Even with its steep learning curve, Amer called ceramics a “wonderland” for her. Set on a charming tree-lined street in New York’s West Village, Greenwich House is where Amer created most of the recent work she’s been displaying, with her longtime New York gallerist, Tina Kim, and at a solo show last spring at Kewenig, the established Berlin, Germany, gallery. Amer showed pottery in 2015 at her first commercial exhibit in the Arab world in 20 years, at the inaugural show, titled Earth. Love. Fire., at the Leila Heller Gallery in Dubai, United Arab Emirates. “Ceramics are at once a real departure and also a seemingly natural extension of her previous body of work,” said Shiva Balaghi, the curator. The title references both the process of working with clay and Amer’s newfound passion for it. Clay appeals to Amer for some of the same reasons working with thread originally did.

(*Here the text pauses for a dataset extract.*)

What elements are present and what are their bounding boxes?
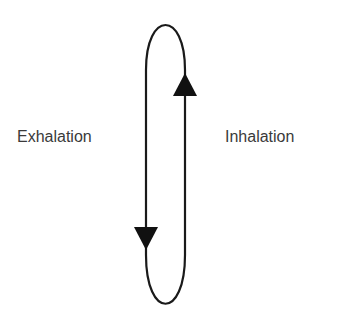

“The history of painting was invented by men,” she said. “So I wanted to work with a medium that was more associated with women,” she added, switching between English and French. The variety of clays and kilns, the colors, the varied slips and glazes, the drying process all required weeks of diligent experimentation. As with her paintings—she is represented by Cheim & Read in New York—Amer uses images from pornography to tackle the traditionally oppositional dichotomies of feminine vs. masculine, art vs. craft, and East vs. West.
In the ceramics, figures in various states of (likely feigned) ecstasy or invitation adorn ceramic plates she shaped by hand. Figures are also painted on both sides of sculptures that fold onto themselves like clay blankets. Amer is counting the days until she can return to the kiln for a second residency at Greenwich House in 2017. Meanwhile, revealing in public her explorations of this new medium meant that Amer’s emotions have been running high. “I feel happy and anxious at the same time!” she explained. But nowadays she is thrilled to have her new body of ceramics work seen and, she hopes, understood, as her fragile objects make their way around the world.